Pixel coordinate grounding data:
────────────────────────────────────────

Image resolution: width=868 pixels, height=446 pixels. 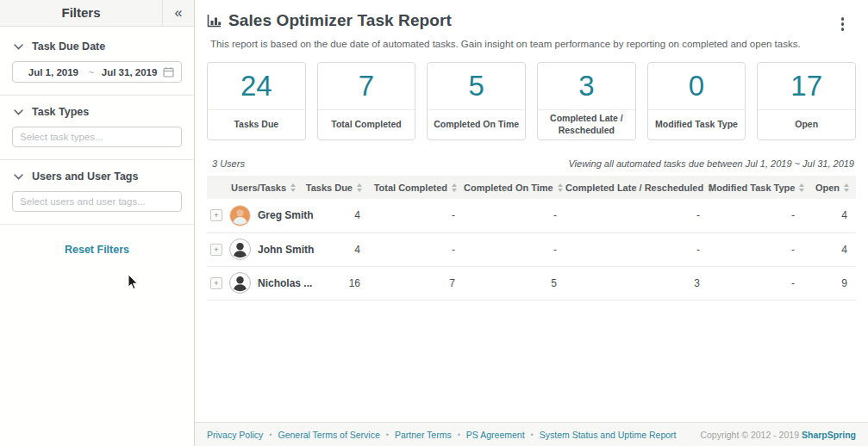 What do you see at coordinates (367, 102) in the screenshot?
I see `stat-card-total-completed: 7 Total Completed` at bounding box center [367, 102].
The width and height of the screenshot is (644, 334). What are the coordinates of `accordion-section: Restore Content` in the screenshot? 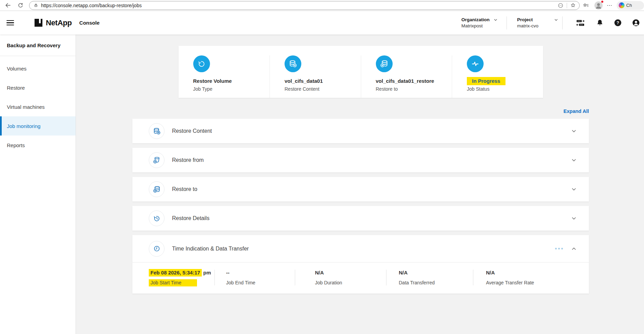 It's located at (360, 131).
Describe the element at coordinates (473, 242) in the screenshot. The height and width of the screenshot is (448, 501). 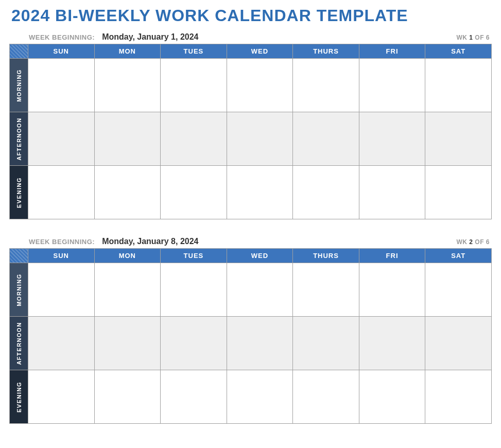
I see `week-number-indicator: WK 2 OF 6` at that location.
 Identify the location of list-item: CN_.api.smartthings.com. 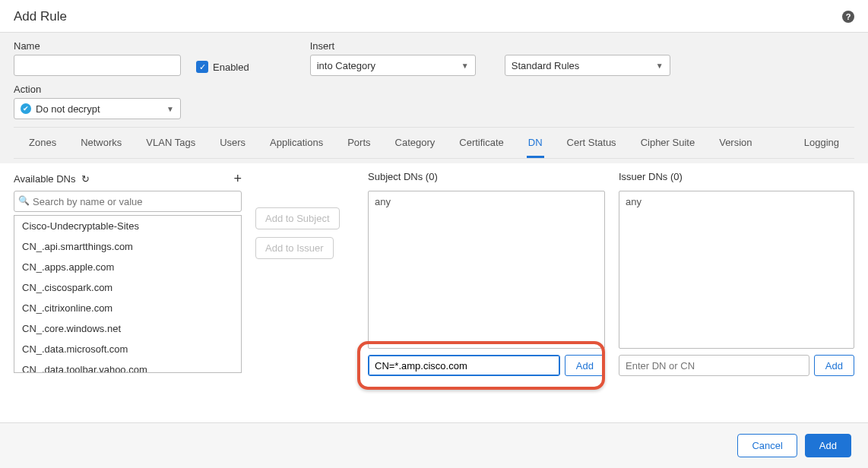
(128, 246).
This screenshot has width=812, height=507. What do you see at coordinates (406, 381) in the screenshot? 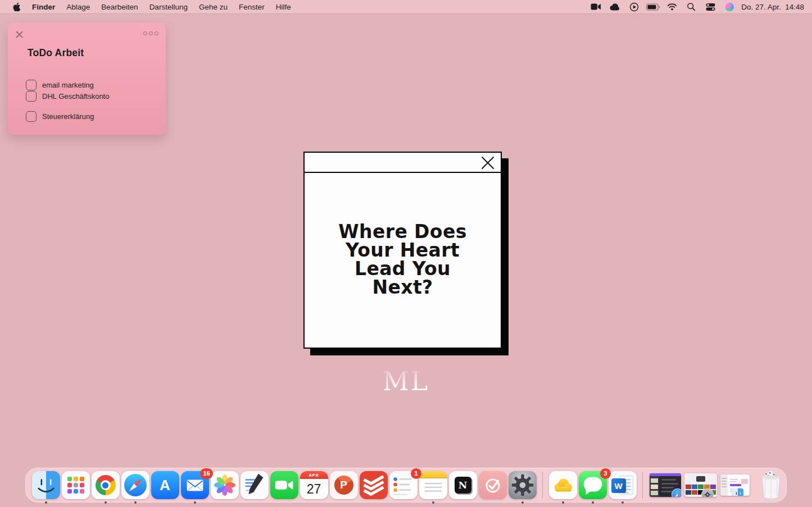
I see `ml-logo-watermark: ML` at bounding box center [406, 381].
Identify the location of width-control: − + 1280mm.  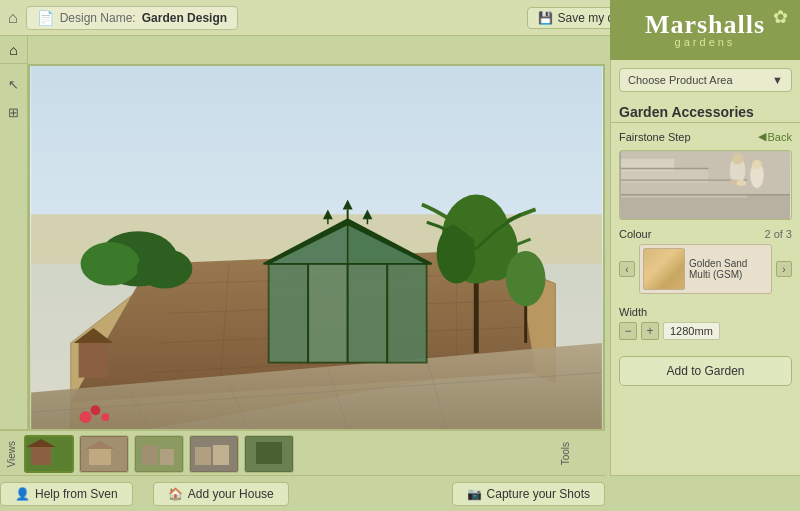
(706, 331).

────────────────────────────────────────

## Task prompt:
Please repeat, exactly as written, only the lines from the line with "Identify the location of list-item: CN_.api.smartthings.com." to the end of the data, leaving out every picture.

## Answer space:
 Identify the location of list-item: CN_.api.smartthings.com. 
(128, 246).
This screenshot has width=812, height=507. What do you see at coordinates (406, 381) in the screenshot? 
I see `ml-logo-watermark: ML` at bounding box center [406, 381].
Identify the location of width-control: − + 1280mm.  
(706, 331).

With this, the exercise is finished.